Starting a credit repair business, you have a choice of what kind of company you’re going to build. A good and honest company slowly builds a fantastic business with happy clients and a steady stream of referrals. This business grows organically and pragmatically on a foundation that will last. Whereas a company that operates in the grey might make a quick buck for a moment, but it will disappear just as fast. The key to success is a solid foundation.
The reason that credit repair companies have gotten a bad rap for being unethical or dishonest is largely due to the way that some credit repair companies have chosen to operate. Some of these unethical companies do credit repair by simply asserting that all negative items on their client's credit reports are due to identity theft and crossing their fingers that some will be removed. This is not credit repair it is fraud.
Many credit repair companies who operate in the grey will dispute items without their client knowing what is being disputed and why. Not only is this unethical, but it can have serious legal consequences.
Yes, the Fair Credit Reporting Act (FCRA) gives a consumer the right to dispute anything on a credit report. And yes, accurate items can be challenged and removed if they cannot be verified, but it all must be done in a correct, smart and legal way.
True credit repair requires skill, experience, and patience. Ethical credit repair professionals go through their clients’ credit reports together with their clients looking for information that is false, unverifiable, or incomplete, and then contact the bureaus to have it modified or removed. We call this strategy the Factual Dispute Methodology.
The Factual Dispute Methodology is an important distinction for credit repair companies who seek to help people restore their standing by referencing the Fair Credit Reporting Act (FCRA) to dispute inaccurate information. Nearly 80 percent of all credit reports in the US have inaccuracies that need to be modified. That is a staggering number. The basis of the Factual Dispute Methodology is this process of examining a client’s credit report to find these inaccuracies and creating a plan of action to dispute them.
There are several types of negative items you will find on a consumer’s credit report, including inquiries, late payments, collections, bankruptcies, foreclosures, repossessions, judgments, and charge-offs. When examining a credit report, the first step is to determine whether each piece of information adheres to the following standards:
Check that all account numbers, dates, account status, account types, and other information is correct based on the consumer’s personal records. Check that the credit reports you have accessed from all three bureaus contain the same exact information.
There should be no missing dates, account numbers, balances, or other information. This is one of the most common errors you will find on a credit report.
Creditors are required by law to have back up documentation for everything that is listed on a credit report. If the information does not exist, then the item should be removed completely. Are the records murky? Is there no signature from the client?
Once you have marked up the credit report with the items that are inaccurate, incomplete, or unverifiable, prioritize those that you will dispute first.
Many people choose to start with the easiest or most glaringly non-compliant items, then move on to the more difficult ones. This is often the best route because your clients will see results faster.
Others prioritize based on how much the item affects the consumer’s total credit score. For this strategy, it is helpful to know how scores are created. Credit scores are reported based on the following approximate formula:
Understanding this information, it would make sense to tackle the non-compliant items related to payment history and amounts owed first before moving on to other discrepancies.
If the factual dispute method fails to yield results for your clients, another method credit repair specialists may take is the 623 dispute method. Under this practice, specialists are asking for an investigation into the accuracy of a debt record rather than asking for verification of the debt. If the original creditor cannot prove that a debt is delinquent, then the negative information must be removed from the credit report. This process should always follow the factual dispute, and may not work with creditors who take meticulous records, or if a debt is fairly recent. Still, it’s a viable part of credit restoration.
Yes, it takes some time to go through the report this way; but the good news is that you only need to do this once for each client. If you’re using Credit Repair Cloud software you will tag all the items you wish to dispute at the same time that you import the credit report. This “tagging” maps out your course for the lifecycle of this client.
If you’ve done this correctly at the start, then each month that follows should take you less than 5 minutes of work, clicking to dispute a few more items on your list (these are the “Round 1” letters) — or replying to the response letters that were sent to your client (these are “Round 2” and higher).
Throughout the client’s lifecycle, don’t forget that it’s equally important to educate your clients to better manage their credit. Explain what they can do to help to speed up the credit repair process, to pay down balances, to stop maxing out their cards and to stop applying for credit.
Help them change their bad credit habits so they can maintain their good credit long after your work is done. Those extra touches are what will build your referrals. We have many tools and resources in the client portal to help you with this, but it’s up to you to go the extra mile and be awesome for your clients. This will grow your business much faster than trickery.
Understanding and adhering to the Factual Dispute Methodology, involving and educating your clients are key parts to operating an ethical, trustworthy credit repair business. It is up to all of us to adhere to high legal and ethical standards so we can change the conversation around credit repair to a more positive one.
Remember, you have an opportunity to truly help people. Approaching it that way will make a difference in your community — and it’s good karma.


_DIRECTIONS FOR THIS TASK_.
Every line containing the word "agree" is to be copied from the data below.

*** RECORDS TO PROCESS ***

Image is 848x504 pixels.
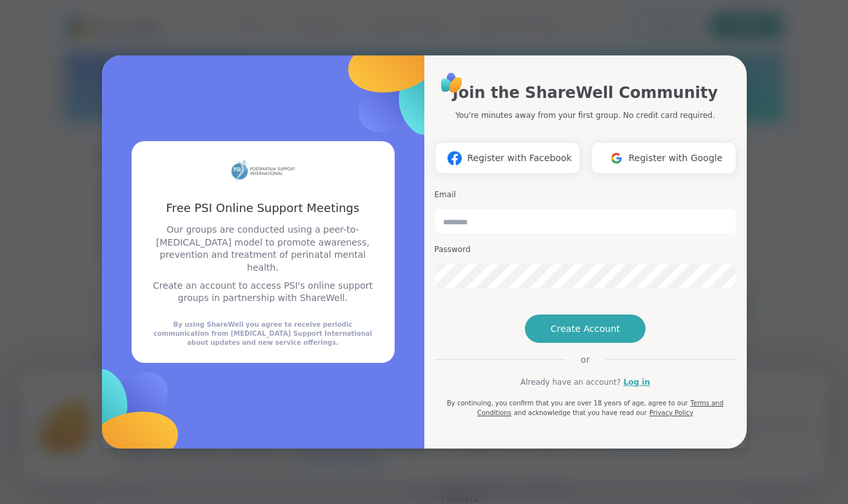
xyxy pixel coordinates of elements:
[147,280,379,305] p: Create an account to access PSI's online support groups in partnership with ShareWell.
[591,142,736,174] button: Register with Google
[447,399,688,407] span: By continuing, you confirm that you are over 18 years of age, agree to our
[550,322,621,335] span: Create Account
[435,244,736,255] h3: Password
[453,81,718,104] h1: Join the ShareWell Community
[231,157,295,184] img: partner logo
[443,146,467,170] img: ShareWell Logomark
[435,189,736,201] h3: Email
[437,69,466,97] img: ShareWell Logo
[649,409,693,416] a: Privacy Policy
[147,320,379,347] div: By using ShareWell you agree to receive periodic communication from [MEDICAL_DATA] Support Intern...
[435,142,581,174] button: Register with Facebook
[455,109,714,121] p: You're minutes away from your first group. No credit card required.
[147,223,379,274] p: Our groups are conducted using a peer-to-[MEDICAL_DATA] model to promote awareness, prevention an...
[477,399,723,416] a: Terms and Conditions
[514,409,647,416] span: and acknowledge that you have read our
[604,146,629,170] img: ShareWell Logomark
[147,200,379,216] h3: Free PSI Online Support Meetings
[467,152,572,165] span: Register with Facebook
[520,376,621,388] span: Already have an account?
[624,376,650,388] a: Log in
[525,315,646,343] button: Create Account
[629,152,723,165] span: Register with Google
[565,353,605,366] span: or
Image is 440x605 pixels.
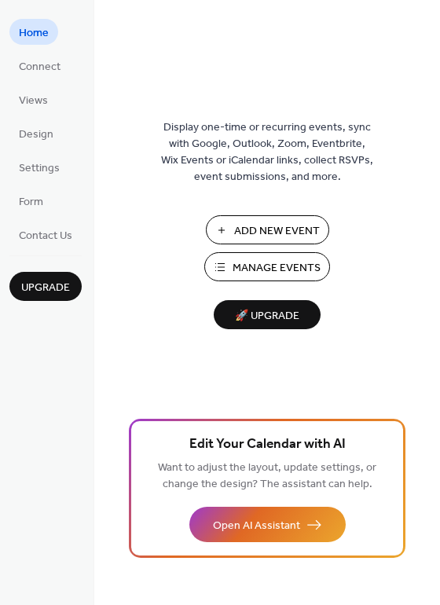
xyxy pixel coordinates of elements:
[19,228,72,244] span: Contact Us
[9,222,82,248] a: Contact Us
[223,306,311,327] span: 🚀 Upgrade
[214,300,321,329] button: 🚀 Upgrade
[9,86,57,112] a: Views
[158,457,376,495] span: Want to adjust the layout, update settings, or change the design? The assistant can help.
[19,127,53,143] span: Design
[9,272,82,301] button: Upgrade
[21,280,70,296] span: Upgrade
[233,260,321,277] span: Manage Events
[204,252,330,281] button: Manage Events
[189,434,346,456] span: Edit Your Calendar with AI
[189,507,346,542] button: Open AI Assistant
[19,93,48,109] span: Views
[9,53,70,79] a: Connect
[9,19,58,45] a: Home
[9,154,69,180] a: Settings
[19,25,49,42] span: Home
[234,223,320,240] span: Add New Event
[9,188,53,214] a: Form
[19,194,43,211] span: Form
[161,119,373,185] span: Display one-time or recurring events, sync with Google, Outlook, Zoom, Eventbrite, Wix Events or ...
[19,160,60,177] span: Settings
[9,120,63,146] a: Design
[19,59,61,75] span: Connect
[206,215,329,244] button: Add New Event
[213,518,300,534] span: Open AI Assistant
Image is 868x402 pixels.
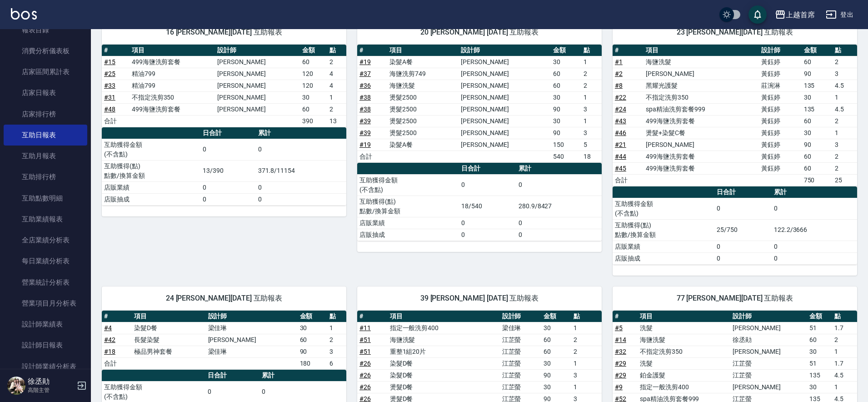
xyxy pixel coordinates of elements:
[715,186,771,198] th: 日合計
[541,357,572,370] td: 30
[4,314,87,335] a: 設計師業績表
[644,162,759,174] td: 499海鹽洗剪套餐
[360,129,371,137] a: #39
[500,357,541,370] td: 江芷螢
[300,68,328,80] td: 120
[551,80,581,91] td: 60
[357,45,387,56] th: #
[613,219,715,241] td: 互助獲得(點) 點數/換算金額
[298,322,328,334] td: 30
[551,56,581,68] td: 30
[459,45,551,56] th: 設計師
[638,334,730,346] td: 海鹽洗髮
[256,139,346,160] td: 0
[215,56,300,68] td: [PERSON_NAME]
[360,106,371,113] a: #38
[206,311,298,322] th: 設計師
[387,68,459,80] td: 海鹽洗剪749
[327,311,346,322] th: 點
[459,139,551,151] td: [PERSON_NAME]
[571,322,602,334] td: 1
[387,334,500,346] td: 海鹽洗髮
[387,104,459,115] td: 燙髮2500
[357,311,387,322] th: #
[4,335,87,355] a: 設計師日報表
[459,127,551,139] td: [PERSON_NAME]
[807,311,832,322] th: 金額
[215,68,300,80] td: [PERSON_NAME]
[113,28,336,37] span: 16 [PERSON_NAME][DATE] 互助報表
[772,252,857,264] td: 0
[357,163,602,241] table: a dense table
[802,45,832,56] th: 金額
[832,139,857,151] td: 3
[327,91,346,104] td: 1
[832,104,857,115] td: 4.5
[368,28,591,37] span: 20 [PERSON_NAME] [DATE] 互助報表
[387,115,459,127] td: 燙髮2500
[759,91,802,104] td: 黃鈺婷
[4,356,87,377] a: 設計師業績分析表
[802,151,832,162] td: 60
[500,322,541,334] td: 梁佳琳
[459,217,516,229] td: 0
[715,241,771,252] td: 0
[802,91,832,104] td: 30
[4,293,87,314] a: 營業項目月分析表
[102,357,132,370] td: 合計
[132,322,206,334] td: 染髮D餐
[759,139,802,151] td: 黃鈺婷
[541,346,572,357] td: 60
[102,311,346,370] table: a dense table
[730,346,807,357] td: [PERSON_NAME]
[832,127,857,139] td: 1
[759,115,802,127] td: 黃鈺婷
[459,163,516,175] th: 日合計
[802,115,832,127] td: 60
[615,58,623,65] a: #1
[759,56,802,68] td: 黃鈺婷
[500,334,541,346] td: 江芷螢
[802,56,832,68] td: 60
[104,324,112,331] a: #4
[807,334,832,346] td: 60
[615,372,626,379] a: #29
[129,68,215,80] td: 精油799
[387,346,500,357] td: 重整1組20片
[541,322,572,334] td: 30
[4,61,87,82] a: 店家區間累計表
[360,117,371,125] a: #39
[786,9,815,21] div: 上越首席
[387,139,459,151] td: 染髮A餐
[104,348,115,355] a: #18
[772,219,857,241] td: 122.2/3666
[644,56,759,68] td: 海鹽洗髮
[516,229,602,241] td: 0
[772,186,857,198] th: 累計
[615,141,626,148] a: #21
[802,162,832,174] td: 60
[615,153,626,160] a: #44
[4,209,87,230] a: 互助業績報表
[638,322,730,334] td: 洗髮
[4,104,87,125] a: 店家排行榜
[832,311,857,322] th: 點
[4,251,87,271] a: 每日業績分析表
[802,80,832,91] td: 135
[613,186,857,265] table: a dense table
[360,372,371,379] a: #26
[832,162,857,174] td: 2
[832,174,857,186] td: 25
[387,91,459,104] td: 燙髮2500
[759,151,802,162] td: 黃鈺婷
[357,217,459,229] td: 店販業績
[357,151,387,162] td: 合計
[102,115,129,127] td: 合計
[759,45,802,56] th: 設計師
[28,377,74,386] h5: 徐丞勛
[644,115,759,127] td: 499海鹽洗剪套餐
[832,346,857,357] td: 1
[298,311,328,322] th: 金額
[832,357,857,370] td: 1.7
[129,104,215,115] td: 499海鹽洗剪套餐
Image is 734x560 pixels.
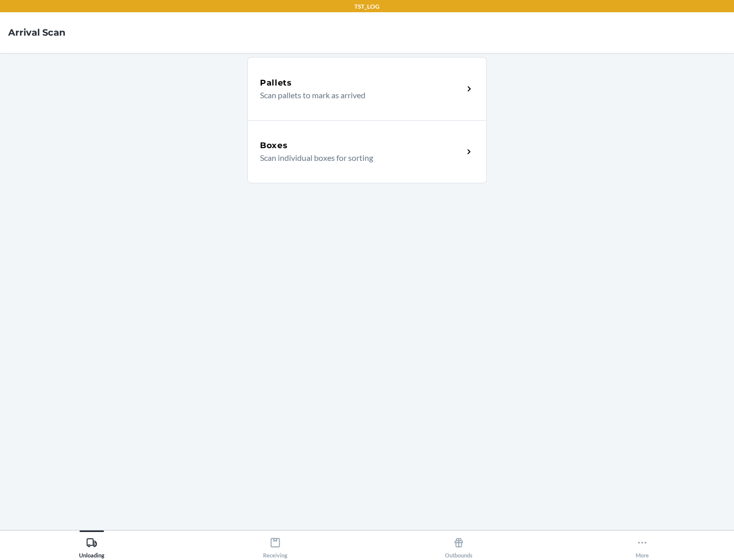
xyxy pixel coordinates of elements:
p: TST_LOG [354,2,380,11]
div: Receiving [263,533,288,559]
a: PalletsScan pallets to mark as arrived [247,57,487,120]
a: BoxesScan individual boxes for sorting [247,120,487,183]
button: More [550,531,734,559]
p: Scan pallets to mark as arrived [260,89,455,102]
h5: Boxes [260,140,288,152]
div: Unloading [79,533,105,559]
div: More [635,533,649,559]
h4: Arrival Scan [8,26,65,39]
p: Scan individual boxes for sorting [260,152,455,164]
h5: Pallets [260,77,292,89]
button: Outbounds [367,531,550,559]
button: Receiving [184,531,367,559]
div: Outbounds [445,533,472,559]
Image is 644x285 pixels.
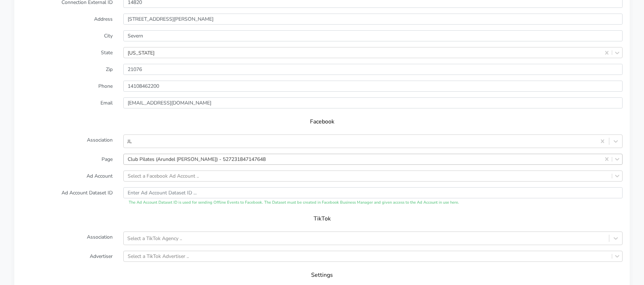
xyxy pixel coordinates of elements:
label: Ad Account [16,171,118,182]
div: The Ad Account Dataset ID is used for sending Offline Events to Facebook. The Dataset must be cre... [123,200,622,206]
input: Enter Ad Account Dataset ID ... [123,187,622,198]
h5: Settings [28,272,615,279]
label: State [16,47,118,58]
h5: Facebook [28,118,615,125]
div: Select a TikTok Agency .. [127,234,182,242]
div: Select a Facebook Ad Account .. [127,173,199,180]
label: Email [16,97,118,108]
div: Club Pilates (Arundel [PERSON_NAME]) - 527231847147648 [127,155,265,163]
h5: TikTok [28,216,615,223]
input: Enter phone ... [123,81,622,92]
input: Enter the City .. [123,31,622,41]
label: Address [16,14,118,25]
div: [US_STATE] [127,49,155,57]
input: Enter Zip .. [123,64,622,75]
label: Association [16,135,118,148]
div: Select a TikTok Advertiser .. [127,253,189,260]
input: Enter Email ... [123,97,622,108]
div: JL [127,137,132,145]
label: City [16,31,118,41]
label: Zip [16,64,118,75]
label: Phone [16,81,118,92]
input: Enter Address .. [123,14,622,25]
label: Page [16,154,118,165]
label: Advertiser [16,251,118,262]
label: Association [16,231,118,245]
label: Ad Account Dataset ID [16,187,118,206]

***

_ANSWER FOR THIS EXERCISE_.
[447,399,688,407] span: By continuing, you confirm that you are over 18 years of age, agree to our
[147,320,379,347] div: By using ShareWell you agree to receive periodic communication from [MEDICAL_DATA] Support Intern...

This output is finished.